Enistor, left alone, touched the old man, wondering how he would be able to revive him, as this was no ordinary faint. But the moment Alice left the room Narvaez sat up, apparently his usual self.
"Did The Adversary strike you down?" asked the Squire, still pale and unstrung.
"No! It was One I do not choose to name. But I defy Him! I defy Him!" He shook his fists in the air with impotent anger. "I shall win yet! I shall win yet!"
[CHAPTER XVI]
THE DISCIPLE OF LOVE
Next day at noon, Montrose returned to Tremore accompanied by the doctor, to be received by the housekeeper, as Mr. Enistor had gone to see Señor Narvaez, and Alice was still in bed. Knowing from Eberstein that the girl had been submitted to an ordeal, Douglas anxiously demanded if she was ill. But, much to his relief, the answer immediately reassured him.
"Ill, sir? No, sir," responded the housekeeper, who was a voluble talker, "though she did go to bed early last night with no dinner and only a glass of milk to keep her up, which isn't enough nourishment for a young thing like Miss Alice. But she was sleeping so lovely that the master said she had better sleep on. But I think she is getting up now, sir, and when she knows that you are here, sir——" the housekeeper looked significantly at the young man and departed smiling, with her sentence uncompleted. She was an old and valued servant, who quite approved of the match.
"You are sure Alice hasn't suffered?" demanded Montrose for the twentieth time, and prowling restlessly about the drawing-room.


→ About this task: Please reproduce all of the data below exactly, leaving each picture out.

"""

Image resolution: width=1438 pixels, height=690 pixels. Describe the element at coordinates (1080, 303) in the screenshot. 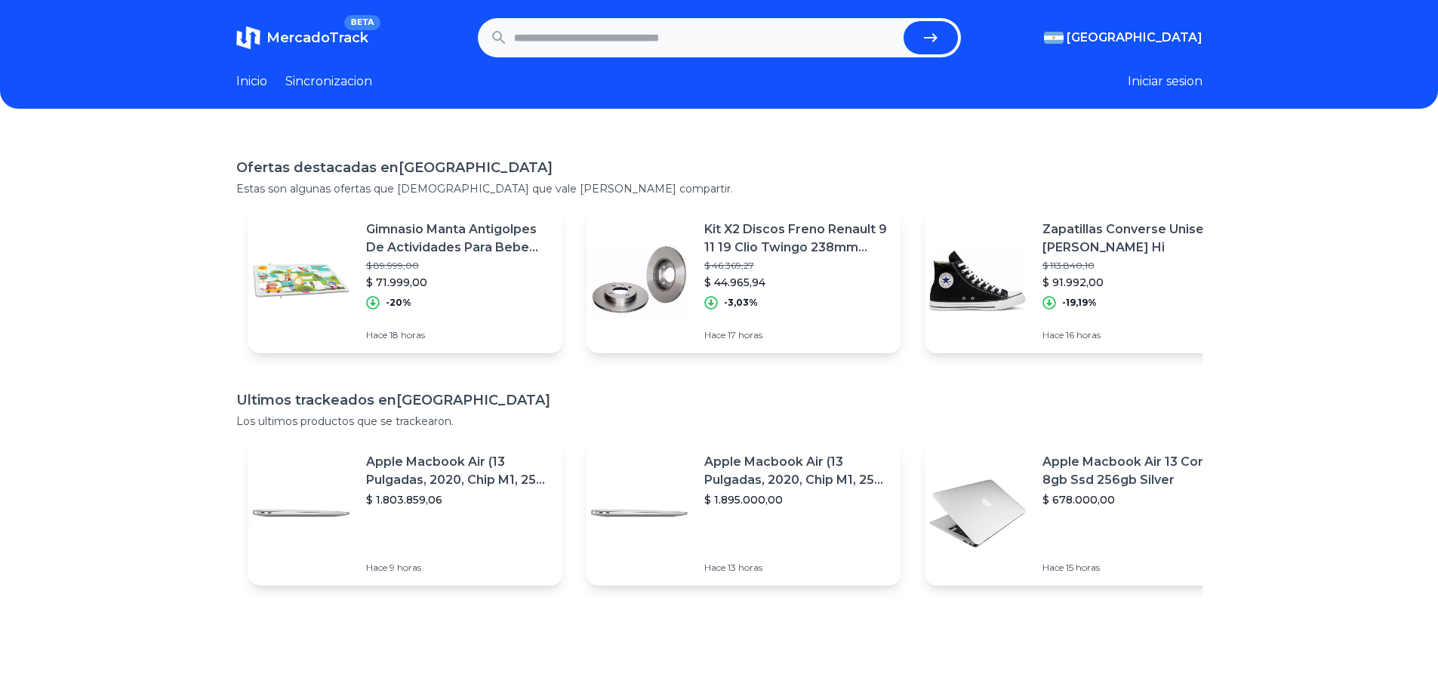

I see `p: -19,19%` at that location.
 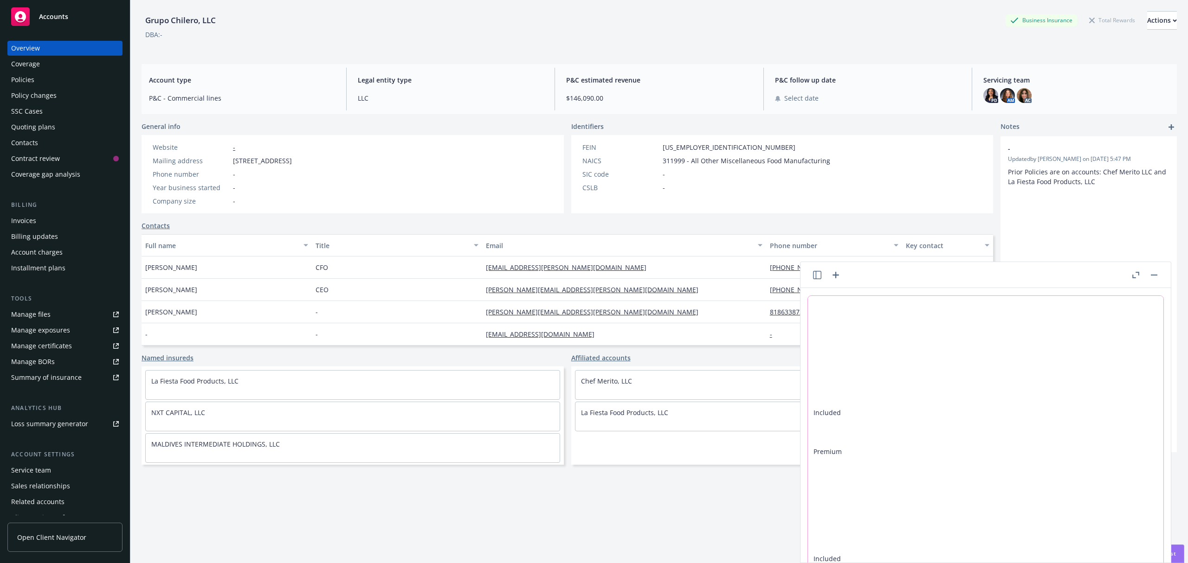 I want to click on a: SSC Cases, so click(x=65, y=111).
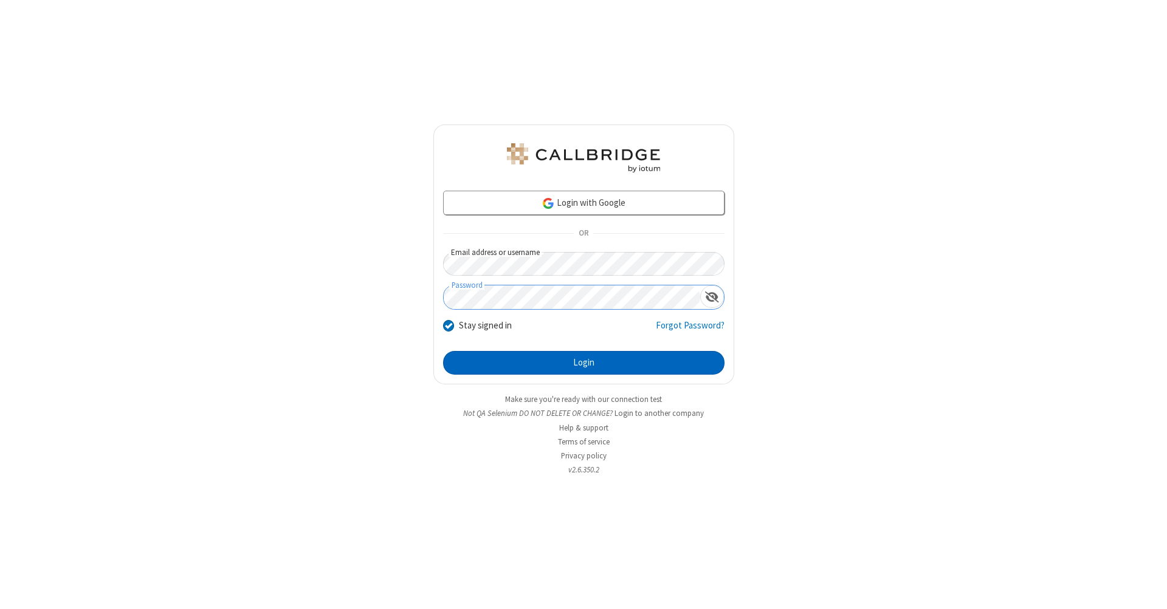 The height and width of the screenshot is (609, 1167). Describe the element at coordinates (690, 331) in the screenshot. I see `a: Forgot Password?` at that location.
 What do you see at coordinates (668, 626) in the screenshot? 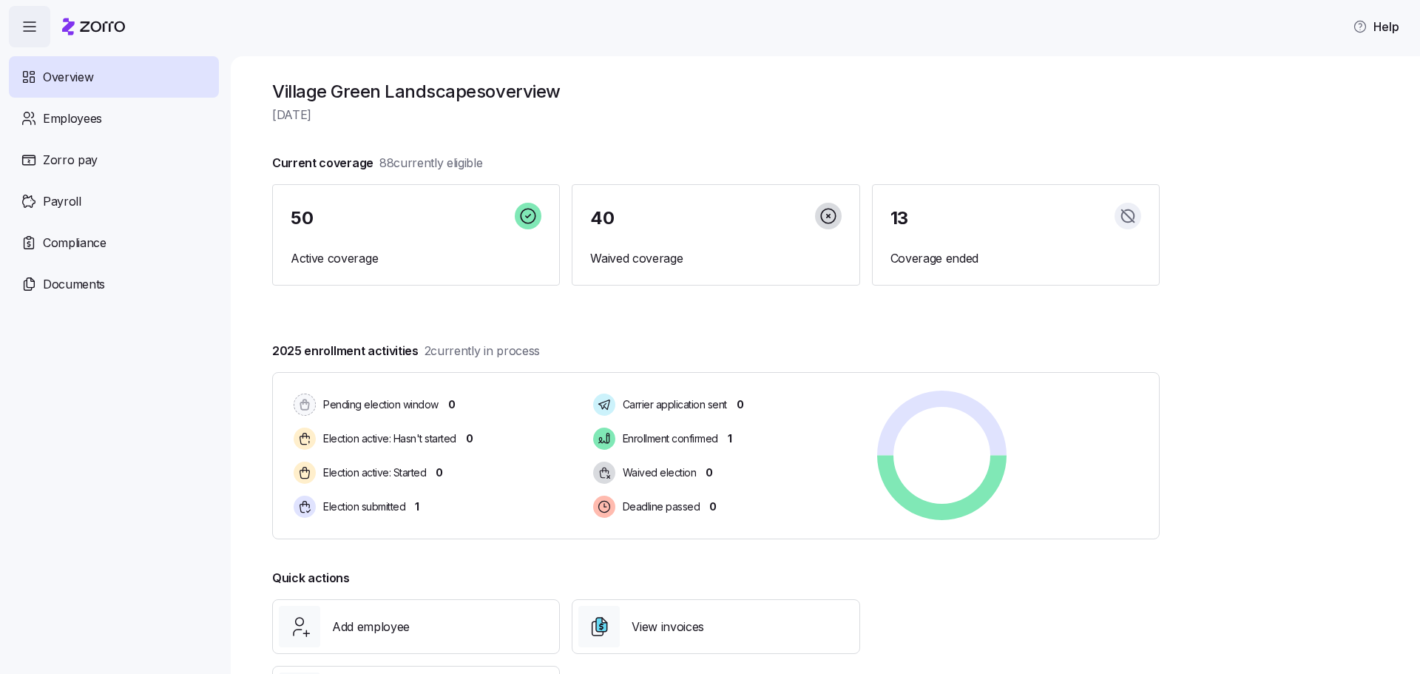
I see `span: View invoices` at bounding box center [668, 626].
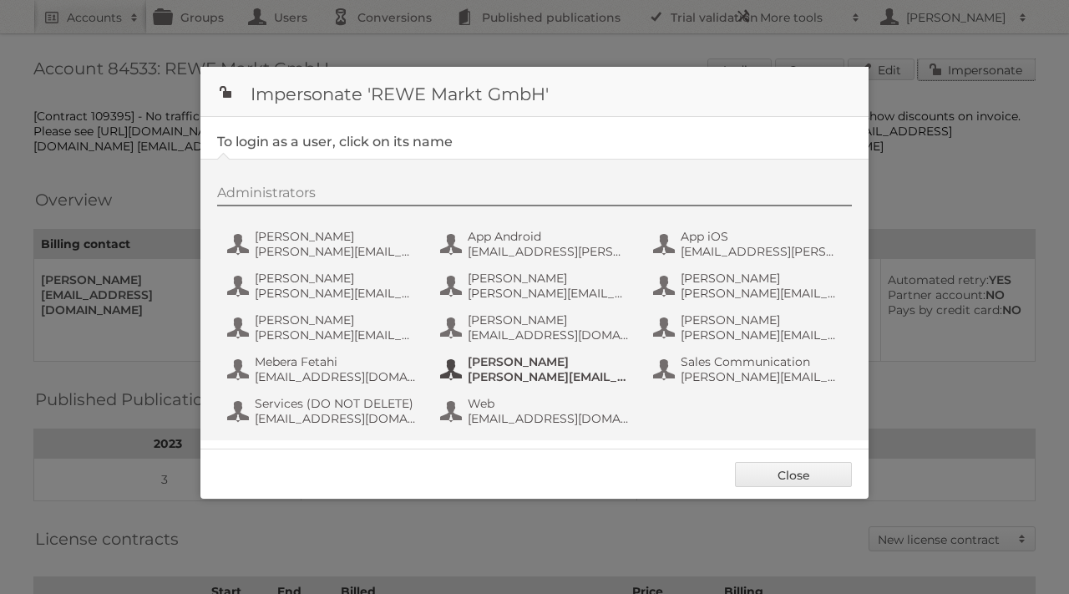  Describe the element at coordinates (336, 403) in the screenshot. I see `span: Services (DO NOT DELETE)` at that location.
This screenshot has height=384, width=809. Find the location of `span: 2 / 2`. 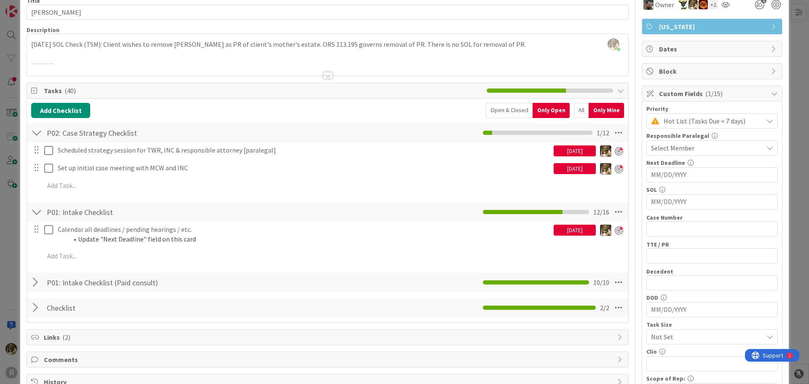

span: 2 / 2 is located at coordinates (605, 308).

"""

→ Problem solution:
Image resolution: width=1438 pixels, height=690 pixels. Describe the element at coordinates (1080, 303) in the screenshot. 

I see `p: -19,19%` at that location.
  I want to click on a: SSC Cases, so click(x=65, y=111).
 The height and width of the screenshot is (609, 1167). Describe the element at coordinates (690, 331) in the screenshot. I see `a: Forgot Password?` at that location.
 What do you see at coordinates (668, 626) in the screenshot? 
I see `span: View invoices` at bounding box center [668, 626].
  Describe the element at coordinates (336, 403) in the screenshot. I see `span: Services (DO NOT DELETE)` at that location.
This screenshot has height=384, width=809. Find the location of `span: 2 / 2`. 

span: 2 / 2 is located at coordinates (605, 308).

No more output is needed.